Some mornings, I open my eyes, read one message, and boom. The good day is gone before my feet even touch the floor.
One name on the screen. One request. One tone I don’t like. And suddenly my whole spirit is crowded.
Maybe you know that feeling.
That’s what this one is about: the quiet ways we let the world walk into our peace before we’ve even said hello to ourselves. Before we’ve taken a single breath on purpose. Before we’ve remembered who we are outside of what everyone needs from us.

The Door You Didn’t Know You Left Open
Here’s the thing nobody tells you about boundaries: the most important one isn’t the one you set with other people. It’s the one you set with the morning itself.
The hours between sleep and full waking are spiritually tender. You are soft then. Permeable. The veil between your inner world and the outer one is thin, and what you let in during those first moments sets the tone for everything that follows. Your mood, your energy, your sense of self.
And most of us? We hand that time straight over to whoever sent the last text.
We reach for our phones before we reach for ourselves. We read someone else’s urgency before we’ve checked in on our own. We absorb a tone, a request, a problem and we carry it into the kitchen, into the shower, into the whole rest of the day. We don’t even notice we’ve done it until we’re already irritated and we can’t quite say why.
That’s not a discipline problem. That’s not weakness. That’s what happens when we haven’t claimed our own space first.

Your Spirit Is Sacred Space
I want you to sit with that for a moment.
Your spirit, the interior of you, the quiet seat of who you actually are, is sacred space. It’s not a hallway for other people’s moods to pass through. It’s not a waiting room for everyone else’s needs. It is yours, and it deserves to be tended before it’s tested.
Think about what we do with spaces we consider sacred. We don’t let just anyone walk in. We prepare. We enter with intention. We’re careful about what we bring inside and what we leave at the door. We treat the space with a certain kind of reverence.
Your inner life deserves that same care.
But most of us were never taught this. We were taught to be responsive, to be helpful, to be available. We learned early that being needed meant we were valued. So we keep the door wide open. We stay on call. We wake up already braced for whatever’s coming and then we wonder why we’re exhausted by noon.
The Message Can Wait. You Cannot.
I know the reflex. I have it too. The phone lights up and something in us wants to know. Wants to be ahead of it. Wants to manage whatever it is before it gets bigger.
But let me offer you something to consider: the message will still be there in ten minutes. In twenty. That situation, that request, that person who needs something, they will wait. They have to. Because you cannot pour from a spirit that hasn’t had a single breath of its own air yet.
What cannot wait is you.
What cannot wait is the quiet moment of checking in with yourself before you check in with everyone else. The two-minute pause before you stand up. The window you look out of before you look at a screen. The simple act of asking yourself: How am I today? What do I need this morning? What is mine before anything else gets a piece of me?
These aren’t luxuries. They are maintenance. They are the difference between moving through your day with some center of gravity and getting blown sideways by the first thing that arrives.
A Small Practice for the Morning
You don’t have to overhaul your life. You don’t need a forty-five-minute ritual or a journaling system or a new morning routine you’ll abandon by Thursday.
You just need a gap.
A small, deliberate gap between waking and the world.
Before you pick up the phone, even thirty seconds. Eyes open, one breath. A hand on your chest if that feels right. One question, asked honestly: Am I okay right now?
Not asking about the day ahead. Not running the list. Just: right now, in this moment before anything has happened, how is my spirit?
Some mornings the answer will be: tired, but okay. Some mornings it’ll be: heavy, I don’t know why. Some mornings you might be surprised to find: actually, I feel all right.
Whatever the answer is, it belongs to you. It came before anyone else got to you. That matters more than it might seem.
May This Be the Day
You are going to be needed today. You probably already know by who and by how much. There are things waiting on you, people who depend on you, situations that require your attention and your strength.
That’s real. I’m not asking you to disappear from any of it.
I’m asking you to show up to it as yourself. Not as a reaction to someone else’s first message, not as the already-fraying version who absorbed the morning’s first bad tone and never recovered. As you, grounded in your own spirit, remembering that you are more than what you manage and more than what you give.
May this be the day your spirit remembers it is sacred space.
May this be the day you say hello to yourself first.
May this be the day you let yourself be the first thing that matters. Not out of selfishness, but out of the deep, quiet knowing that you cannot tend to the world from an empty place.
The door will still be there. The messages will still be there.
But you only get this morning once.
Tend to yourself first.
Rita Long is a certified spiritual counselor, ordained minister, and the founder of Breathing Room w/ Rita Long, a wellness and spirituality platform created for women who are ready to stop running on empty.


Problem to work on ▸ Which lines of the data below hold "interactable"? Copy each of them.

Extracted records ▸
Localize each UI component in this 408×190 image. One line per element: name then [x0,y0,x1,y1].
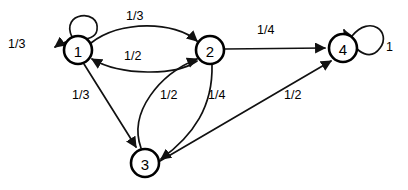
edge-label-4-to-4: 1 [386,41,393,54]
node-3-label: 3 [141,156,149,173]
edge-2-to-1 [92,59,197,72]
edge-label-1-to-3: 1/3 [72,89,89,102]
edge-label-2-to-4: 1/4 [257,24,274,37]
edge-3-to-4 [160,61,331,161]
edge-label-1-to-1: 1/3 [8,38,25,51]
node-1[interactable]: 1 [64,36,92,64]
edge-1-to-2 [91,26,197,43]
graph-svg: 1 2 4 3 [0,0,408,190]
edge-2-to-4 [225,48,325,49]
edge-label-2-to-1: 1/2 [124,50,141,63]
edge-label-2-to-3: 1/4 [208,89,225,102]
edge-label-3-to-4: 1/2 [284,89,301,102]
node-2-label: 2 [206,43,214,60]
node-1-label: 1 [74,43,82,60]
node-2[interactable]: 2 [196,36,224,64]
node-3[interactable]: 3 [131,149,159,177]
node-4[interactable]: 4 [329,34,357,62]
node-4-label: 4 [339,41,347,58]
edge-label-1-to-2: 1/3 [126,10,143,23]
edge-label-3-to-2: 1/2 [160,89,177,102]
edge-1-to-3 [84,64,136,147]
diagram-canvas: 1 2 4 3 1/3 1/3 1/2 1/4 1 1/3 1/2 1/4 1/… [0,0,408,190]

Solution to this problem ▸
node-1[interactable]: 1 [64,36,92,64]
node-2[interactable]: 2 [196,36,224,64]
node-3[interactable]: 3 [131,149,159,177]
node-4[interactable]: 4 [329,34,357,62]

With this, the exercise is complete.